UB Law students concerned about the environment—or hoping to make environmental law part of their professional life—have found the spring semester rich with academic possibility including three one-credit courses, taught by adjunct faculty members with deep experience in the field.
The seminar courses, each of which covers four three-hour class sessions, are designed to provide students with the tools they’ll need as lawyers and environmental advocates. In addition to the practitioners who are teaching them, they feature guest lecturers who bring their own perspectives on the need for skilled advocacy in this area.
Jeffrey C. Stravino ’97 practices business litigation and environmental law as a partner in the Buffalo office of Hodgson Russ LLP. His course, New York Environmental Law Basics, which ended at the end of February, provided an overview of New York environmental law including the Environmental Conservation Law, New York Code of Rules and Regulations, and policies issued by the New York State Department of Environmental Conservation (DEC). The course also explored the role of the DEC, the Department of Health, the New York State Attorney General, and what it is like to practice as an environmental attorney.
Stravino invited guest speakers to two classes to discuss environmental due diligence in transactions, compliance, land use, permitting, and environmental review. The course also highlighted the impact that Love Canal has had on state and federal environmental laws. For example, he says, the students worked on an assignment concerning the village of Hoosick Falls, south of Albany, where harmful forever chemicals were discovered in its drinking water.
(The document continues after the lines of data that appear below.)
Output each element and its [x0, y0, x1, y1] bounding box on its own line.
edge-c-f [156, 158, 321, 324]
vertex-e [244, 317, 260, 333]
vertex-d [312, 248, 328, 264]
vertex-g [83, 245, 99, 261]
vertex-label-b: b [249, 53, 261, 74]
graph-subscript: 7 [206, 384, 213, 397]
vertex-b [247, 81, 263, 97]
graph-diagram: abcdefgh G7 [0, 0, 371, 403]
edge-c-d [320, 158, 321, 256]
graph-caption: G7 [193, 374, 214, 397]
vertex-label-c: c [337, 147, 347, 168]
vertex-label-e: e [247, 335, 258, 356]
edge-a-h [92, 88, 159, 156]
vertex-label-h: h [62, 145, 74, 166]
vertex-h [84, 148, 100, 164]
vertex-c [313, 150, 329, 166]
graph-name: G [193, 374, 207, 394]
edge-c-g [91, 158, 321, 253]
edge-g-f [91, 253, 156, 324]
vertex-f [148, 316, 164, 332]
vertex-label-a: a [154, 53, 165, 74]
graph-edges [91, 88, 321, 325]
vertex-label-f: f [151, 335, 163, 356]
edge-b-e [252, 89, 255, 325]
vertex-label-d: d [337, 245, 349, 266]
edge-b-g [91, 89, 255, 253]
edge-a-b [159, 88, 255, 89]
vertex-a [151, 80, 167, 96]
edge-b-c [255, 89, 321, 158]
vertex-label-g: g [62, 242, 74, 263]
A legal settlement with the companies that caused the problem will fund a major cleanup and improvements to water treatment there.
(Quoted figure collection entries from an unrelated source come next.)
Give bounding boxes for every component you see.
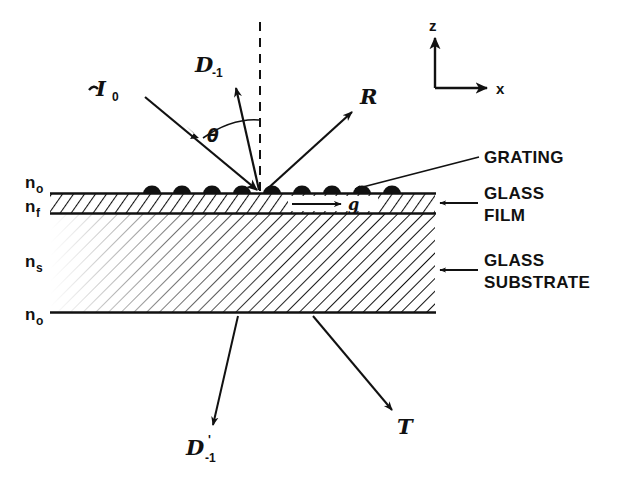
diffracted-down-label: D ' -1: [185, 433, 216, 465]
index-label-substrate: n s: [25, 252, 43, 275]
guided-wave-label: g: [348, 195, 359, 214]
glass-film-label-line2: FILM: [484, 206, 525, 225]
svg-text:o: o: [36, 182, 43, 196]
svg-text:-1: -1: [212, 66, 223, 80]
coordinate-axes: z x: [429, 17, 505, 97]
glass-film-label-line1: GLASS: [484, 184, 545, 203]
diffracted-down-ray: [213, 316, 238, 425]
incident-beam-label: I 0: [89, 76, 119, 104]
svg-text:s: s: [36, 261, 43, 275]
diffracted-up-group: D -1: [194, 52, 259, 190]
z-axis-label: z: [429, 17, 437, 34]
glass-substrate-layer: [50, 213, 435, 313]
grating-label: GRATING: [484, 148, 564, 167]
index-label-film: n f: [25, 197, 41, 220]
svg-text:D: D: [185, 435, 205, 460]
svg-text:-1: -1: [205, 451, 216, 465]
x-axis-label: x: [496, 80, 505, 97]
svg-text:n: n: [25, 252, 35, 271]
svg-text:n: n: [25, 173, 35, 192]
callout-glass-film: GLASS FILM: [440, 184, 545, 225]
callout-grating: GRATING: [355, 148, 564, 189]
reflected-beam-group: R: [265, 84, 377, 191]
incidence-angle-group: θ: [203, 120, 259, 146]
reflected-beam-label: R: [359, 84, 377, 109]
layer-stack: [50, 194, 436, 314]
svg-text:D: D: [194, 52, 214, 77]
svg-text:o: o: [36, 314, 43, 328]
svg-text:f: f: [36, 206, 41, 220]
index-label-ambient-below: n o: [25, 305, 43, 328]
glass-substrate-label-line1: GLASS: [484, 251, 545, 270]
figure-root: n o n f n s n o I 0: [0, 0, 626, 488]
diffracted-down-group: D ' -1: [185, 316, 238, 465]
callout-glass-substrate: GLASS SUBSTRATE: [440, 251, 590, 292]
incident-beam-group: I 0: [89, 76, 257, 190]
glass-substrate-label-line2: SUBSTRATE: [484, 273, 590, 292]
index-label-ambient-above: n o: [25, 173, 43, 196]
reflected-beam-ray: [265, 112, 352, 191]
grating-leader-line: [355, 157, 479, 189]
transmitted-beam-group: T: [313, 316, 414, 439]
diffracted-up-label: D -1: [194, 52, 223, 80]
theta-symbol: θ: [207, 126, 219, 146]
transmitted-beam-ray: [313, 316, 392, 410]
refractive-index-labels: n o n f n s n o: [25, 173, 43, 328]
optical-grating-coupler-diagram: n o n f n s n o I 0: [0, 0, 626, 488]
transmitted-beam-label: T: [397, 414, 414, 439]
svg-text:': ': [208, 433, 211, 447]
svg-text:n: n: [25, 197, 35, 216]
svg-text:0: 0: [112, 90, 119, 104]
svg-text:n: n: [25, 305, 35, 324]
“There’s been a resurgence of interest in environmental law, because people realize the impact the environment can have on our everyday lives,” says Stravino, who’s also the current president of the UB Law Alumni Association.
The federal statutes around environmental quality may be better-known, Stravino says, but New York has developed its own set of regulations largely through the Department of Environmental Conservation. He says the state’s brownfield remediation program has been especially active and utilized to clean up and redevelop sites downstate and in Buffalo, Rochester, and Niagara Falls, including the Buffalo Niagara Medical Campus, Canalside, Larkinville, the Old First Ward, and along Niagara Street.
The students, Stravino says, came from varied backgrounds, making for a rich mix. “It was refreshing to be in a class with students who clearly wanted to learn and were interested,” he says. “I’ve been very impressed with the level of attention to detail in the work I’ve received in response to my assignments.”
When Thomas L. Tyler drives up from Virginia in April for his class called Follow the Money and the Molecules, he’ll pass near the Cuyahoga River, and he’ll be sure to tell his class the story: how the river once was so polluted that it repeatedly caught fire, until a major cleanup brought the waterway back to health.
It’s an object lesson in how legal advocacy can do major good. Tyler, who’s chief of staff for the Office of Chemical Safety and Pollution Prevention at the federal Environmental Protection Agency, will explore with his students the ways environmental law intersects with other major areas of law, including real estate, banking, and finance, corporate, energy, international and even civil rights laws.
That confluence of laws is apparent in another example of remediation close to home: the Love Canal neighborhood of Niagara Falls, where toxic sludge sickened hundreds of residents in the 1970s until the site was cleaned up in a major Superfund operation. That episode, he says, connects environmental law with laws governing property, contracts, finance, torts and health.
But more broadly, he says, “I plan to make a point of teaching the course in a way that gives lessons about environmental law and how administrative law works, but also how to be a lawyer in general—how to argue your point, how laws get made, how to appeal, how to work with administrative agencies, how federal, state, and local laws interact. Environmental law gives you ways to demonstrate this.”
There are plenty of local examples as well in a course on Historic Preservation Laws taught by Richard Lippes ’69. The recent controversy around whether to demolish a landmark downtown grain elevator, damaged by wind, is a case in point.
Lippes, who handles environmental litigation matters as a partner with Lippes and Lippes in Buffalo, says historic preservation work deals with the built environment and entails working with many of the same agencies as other environmental cases. For example, he says, another local issue—whether to site a major concert venue on Buffalo’s Outer Harbor—involves the environmental impact review process and similar regulations.
Lippes says the course covers historic preservation laws on the federal, state, and local levels. “To some extent, local laws give you the best protection and federal laws give you the least protection,” he says.
Buffalo’s Historic Preservation Ordinance empowers the local preservation board to propose conferring landmark status on historic buildings, with the Common Council having the final say. Once granted, he says, that status affords certain protections to the building, except if emergency demolition is needed.
Most of the students in the seminar are from Western New York, Lippes says, or they’re third-year law students, so they’ve been here for a while—and they’re familiar with the rich architectural heritage that historic preservation laws are designed to protect.